For Dr. Robert Enright, the psychologist who is often called “the father of forgiveness research,” the term one million gained a new significance recently when he learned that the blog column he writes for Psychology Today has surpassed one million views.
“When I first began studying forgiveness 36-years ago, it was extremely difficult to find even one single academic article on the subject,” says Dr. Enright. “The fact that my blog essays have been read more than one million times during the past few years is an extraordinary story of how important forgiveness has become in our lives.”
Appropriately called “The Forgiving Life,” (the same title as one of Dr. Enright’s most popular books), the Psychology Today column authored by Dr. Enright focuses on how forgiveness benefits individual, family, and community health. At the publication’s request, Dr. Enright wrote his first Psychology Today forgiveness essay in December 2016. Since then, he has written 93 blog entries as part of the series, all of which are available on the publication’s website.
Dr. Enright’s Psychology Today blogs have been accessed online an average of
548 times per day since he began writing them.
Here is a list of 10 of Dr. Enright’s most popular Psychology Today blogs (with hyperlinks to the actual articles):
- Afraid of Mingling with the Relatives This Holiday Season?
- A Message for All Who Bristle at the Idea of Forgiving
- How Forgiving Are You? Take the Forgiveness Test
- 6 Things to Consider Before Reconciling with an Ex
- Whom Do I Forgive in the COVID-19 Crisis?
- Finding True Love: 7 Questions to Ask Your Potential Partner
- Are Some Acts Completely Unforgiveable?
- Why Forgiveness Is Heroic
- Five Forgiveness Exercises for Couples
- Why We Need Forgiveness Education
“My Psychology Today essays are designed to pose a challenge to everyone who reads them,” Dr. Enright says. “I want readers to consider whether they can incorporate forgiveness into their everyday interactions so that they can become more compassionate while at the same time becoming healthier. I call it becoming forgivingly fit.”
You can access all 93 of Dr. Enright’s Psychology Today blogs at The Forgiving Life.

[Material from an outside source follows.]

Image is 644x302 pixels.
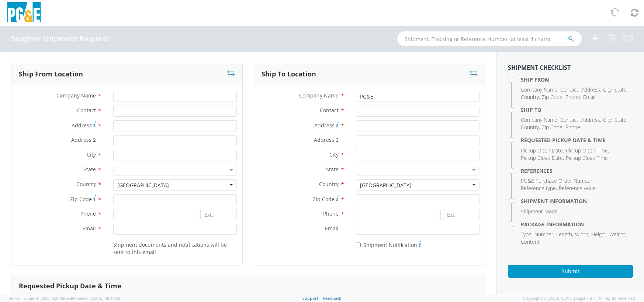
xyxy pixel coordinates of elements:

According to the website’s Author Profile page:
Robert Enright, Ph.D., is a professor of educational psychology at the University of Wisconsin-Madison, a licensed psychologist, and the founding board member of the International Forgiveness Institute, Inc., who pioneered the social scientific study of forgiveness. He is the author of over 120 publications, including seven books: Exploring Forgiveness, Helping Clients Forgive, Forgiveness Is a Choice, Rising Above the Storm Clouds (for children), The Forgiving Life, 8 Keys to Forgiveness, and Forgiveness Therapy. His colleagues and he have developed and tested a pathway to forgiveness, called Forgiveness Therapy, that has helped incest survivors, people in drug rehabilitation, in hospice, in shelters for abused women, and in cardiac units of hospitals, among others. Enright has developed Forgiveness Education programs for teachers in Belfast, Northern Ireland, Athens, Greece, Liberia, Africa, and Galilee, Israel.